Tears Cresting and Falling – Moved by Literature and Theatre

Three days in a row I’ve been moved to tears by literature or a musical. I started reading, The Hate U Give, by Angie Thomas, on the drive to see family. Before the third chapter, I had tears cresting and falling down my face with no end in sight. I stopped reading in time to pull myself together to laugh and goof off with babies.

Then I watched Hamilton with my granddaughter and daughter-in-law. My granddaughter had fallen asleep on the sofa before the truly heartbreaking part of the show. But my daughter-in-law and I sat with tears streaming. We stopped wiping them away because there was no point. There were so many more falling into place behind them. Might as well just let them be a river of tears.

Now I’m back to the drive home and back to reading, and back to blurred vision through tears, and I have to stop for a few minutes because I can’t see the page.

I sit forward and stare out the front window as Mt Shasta looms in all its snow-covered glory on the horizon. We are driving toward it and it will eventually be so breathtakingly huge and beautiful that I’ll cry for the awe and rapture of it.

So, tears come easily perhaps. And the pain others put into story form, to allow others to see into their world, see what their challenges and struggles were, see what they rose up from, what brought them to their knees – I feel these things deeply. I experience along with every character I have ever encountered, their highs and lows, their strengths and their breaking points.

And when the world is too much, and I can’t take on the emotions of others anymore, I bury my face into the baby soft hair of a grand baby and smell her sweet baby scent of the gentlest shampoo ever and something sticky to round it all out in baby perfection. Or I look up to the mountains, which, from where we live, or heading home from being away, are always beautiful and majestic. And I sigh, and sometimes tears well up in my eyes.

I don’t see crying as a bad thing. I see it as a natural human expression, and something necessary for keeping the heart and soul well lubricated and functioning. It is good to be moved by someone else’s joy or pain, to allow their heart’s cry to call out to us. For our hearts to leap or dance in response, or sob along with them as they shatter to pieces before us.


(PROBLEM DESCRIPTION): For this exercise, transcribe the records below without changing a word.

(TASK DATA):
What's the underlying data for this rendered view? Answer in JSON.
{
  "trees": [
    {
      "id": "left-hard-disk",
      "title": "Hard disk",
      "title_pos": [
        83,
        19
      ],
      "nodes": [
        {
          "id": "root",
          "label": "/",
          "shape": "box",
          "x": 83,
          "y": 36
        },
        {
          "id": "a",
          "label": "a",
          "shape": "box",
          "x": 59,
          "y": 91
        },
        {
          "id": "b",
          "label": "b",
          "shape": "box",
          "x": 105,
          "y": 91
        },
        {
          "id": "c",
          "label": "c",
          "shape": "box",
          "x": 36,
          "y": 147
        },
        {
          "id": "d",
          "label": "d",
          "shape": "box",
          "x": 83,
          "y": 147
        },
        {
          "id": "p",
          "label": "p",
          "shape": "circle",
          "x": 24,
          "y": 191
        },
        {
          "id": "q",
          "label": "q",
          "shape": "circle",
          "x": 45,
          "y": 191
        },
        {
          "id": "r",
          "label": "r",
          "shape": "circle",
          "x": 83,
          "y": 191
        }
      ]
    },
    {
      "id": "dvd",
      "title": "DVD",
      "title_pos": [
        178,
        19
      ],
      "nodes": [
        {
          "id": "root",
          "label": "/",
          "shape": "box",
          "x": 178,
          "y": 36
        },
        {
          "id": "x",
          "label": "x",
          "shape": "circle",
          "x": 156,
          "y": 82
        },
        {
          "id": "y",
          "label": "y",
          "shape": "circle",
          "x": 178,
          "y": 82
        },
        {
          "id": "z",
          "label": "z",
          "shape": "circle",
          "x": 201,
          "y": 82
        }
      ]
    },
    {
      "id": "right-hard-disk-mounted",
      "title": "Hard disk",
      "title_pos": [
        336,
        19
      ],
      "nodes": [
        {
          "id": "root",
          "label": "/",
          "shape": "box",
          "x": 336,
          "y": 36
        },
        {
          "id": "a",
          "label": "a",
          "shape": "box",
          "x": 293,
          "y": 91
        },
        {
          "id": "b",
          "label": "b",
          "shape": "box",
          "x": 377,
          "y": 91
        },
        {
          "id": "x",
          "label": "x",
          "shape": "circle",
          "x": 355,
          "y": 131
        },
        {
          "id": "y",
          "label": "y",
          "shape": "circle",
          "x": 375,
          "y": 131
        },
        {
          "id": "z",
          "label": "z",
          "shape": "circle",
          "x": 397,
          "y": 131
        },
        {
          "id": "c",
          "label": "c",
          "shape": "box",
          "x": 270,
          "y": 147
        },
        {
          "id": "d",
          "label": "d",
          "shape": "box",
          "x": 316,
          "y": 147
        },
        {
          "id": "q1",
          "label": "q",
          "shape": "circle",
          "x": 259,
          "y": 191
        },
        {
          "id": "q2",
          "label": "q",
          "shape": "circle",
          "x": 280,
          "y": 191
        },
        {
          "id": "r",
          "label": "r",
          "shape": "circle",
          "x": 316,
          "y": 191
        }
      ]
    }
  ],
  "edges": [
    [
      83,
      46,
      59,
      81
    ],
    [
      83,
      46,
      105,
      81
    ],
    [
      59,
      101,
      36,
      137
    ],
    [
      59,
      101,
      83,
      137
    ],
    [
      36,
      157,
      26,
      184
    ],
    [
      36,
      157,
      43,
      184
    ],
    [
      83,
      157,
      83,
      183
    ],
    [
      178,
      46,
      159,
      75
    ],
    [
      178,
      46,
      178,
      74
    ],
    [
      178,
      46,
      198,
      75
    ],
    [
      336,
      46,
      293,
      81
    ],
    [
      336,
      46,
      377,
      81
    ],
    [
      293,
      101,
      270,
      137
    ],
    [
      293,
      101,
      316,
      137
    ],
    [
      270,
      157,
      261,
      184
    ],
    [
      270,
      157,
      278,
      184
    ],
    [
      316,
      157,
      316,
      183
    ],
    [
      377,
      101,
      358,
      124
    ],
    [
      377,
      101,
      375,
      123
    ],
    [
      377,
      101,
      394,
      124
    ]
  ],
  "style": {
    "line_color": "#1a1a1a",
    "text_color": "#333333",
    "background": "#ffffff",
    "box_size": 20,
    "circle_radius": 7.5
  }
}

(ANSWER BOX):
What's the underlying data for this rendered view? Answer in JSON.
{
  "trees": [
    {
      "id": "left-hard-disk",
      "title": "Hard disk",
      "title_pos": [
        83,
        19
      ],
      "nodes": [
        {
          "id": "root",
          "label": "/",
          "shape": "box",
          "x": 83,
          "y": 36
        },
        {
          "id": "a",
          "label": "a",
          "shape": "box",
          "x": 59,
          "y": 91
        },
        {
          "id": "b",
          "label": "b",
          "shape": "box",
          "x": 105,
          "y": 91
        },
        {
          "id": "c",
          "label": "c",
          "shape": "box",
          "x": 36,
          "y": 147
        },
        {
          "id": "d",
          "label": "d",
          "shape": "box",
          "x": 83,
          "y": 147
        },
        {
          "id": "p",
          "label": "p",
          "shape": "circle",
          "x": 24,
          "y": 191
        },
        {
          "id": "q",
          "label": "q",
          "shape": "circle",
          "x": 45,
          "y": 191
        },
        {
          "id": "r",
          "label": "r",
          "shape": "circle",
          "x": 83,
          "y": 191
        }
      ]
    },
    {
      "id": "dvd",
      "title": "DVD",
      "title_pos": [
        178,
        19
      ],
      "nodes": [
        {
          "id": "root",
          "label": "/",
          "shape": "box",
          "x": 178,
          "y": 36
        },
        {
          "id": "x",
          "label": "x",
          "shape": "circle",
          "x": 156,
          "y": 82
        },
        {
          "id": "y",
          "label": "y",
          "shape": "circle",
          "x": 178,
          "y": 82
        },
        {
          "id": "z",
          "label": "z",
          "shape": "circle",
          "x": 201,
          "y": 82
        }
      ]
    },
    {
      "id": "right-hard-disk-mounted",
      "title": "Hard disk",
      "title_pos": [
        336,
        19
      ],
      "nodes": [
        {
          "id": "root",
          "label": "/",
          "shape": "box",
          "x": 336,
          "y": 36
        },
        {
          "id": "a",
          "label": "a",
          "shape": "box",
          "x": 293,
          "y": 91
        },
        {
          "id": "b",
          "label": "b",
          "shape": "box",
          "x": 377,
          "y": 91
        },
        {
          "id": "x",
          "label": "x",
          "shape": "circle",
          "x": 355,
          "y": 131
        },
        {
          "id": "y",
          "label": "y",
          "shape": "circle",
          "x": 375,
          "y": 131
        },
        {
          "id": "z",
          "label": "z",
          "shape": "circle",
          "x": 397,
          "y": 131
        },
        {
          "id": "c",
          "label": "c",
          "shape": "box",
          "x": 270,
          "y": 147
        },
        {
          "id": "d",
          "label": "d",
          "shape": "box",
          "x": 316,
          "y": 147
        },
        {
          "id": "q1",
          "label": "q",
          "shape": "circle",
          "x": 259,
          "y": 191
        },
        {
          "id": "q2",
          "label": "q",
          "shape": "circle",
          "x": 280,
          "y": 191
        },
        {
          "id": "r",
          "label": "r",
          "shape": "circle",
          "x": 316,
          "y": 191
        }
      ]
    }
  ],
  "edges": [
    [
      83,
      46,
      59,
      81
    ],
    [
      83,
      46,
      105,
      81
    ],
    [
      59,
      101,
      36,
      137
    ],
    [
      59,
      101,
      83,
      137
    ],
    [
      36,
      157,
      26,
      184
    ],
    [
      36,
      157,
      43,
      184
    ],
    [
      83,
      157,
      83,
      183
    ],
    [
      178,
      46,
      159,
      75
    ],
    [
      178,
      46,
      178,
      74
    ],
    [
      178,
      46,
      198,
      75
    ],
    [
      336,
      46,
      293,
      81
    ],
    [
      336,
      46,
      377,
      81
    ],
    [
      293,
      101,
      270,
      137
    ],
    [
      293,
      101,
      316,
      137
    ],
    [
      270,
      157,
      261,
      184
    ],
    [
      270,
      157,
      278,
      184
    ],
    [
      316,
      157,
      316,
      183
    ],
    [
      377,
      101,
      358,
      124
    ],
    [
      377,
      101,
      375,
      123
    ],
    [
      377,
      101,
      394,
      124
    ]
  ],
  "style": {
    "line_color": "#1a1a1a",
    "text_color": "#333333",
    "background": "#ffffff",
    "box_size": 20,
    "circle_radius": 7.5
  }
}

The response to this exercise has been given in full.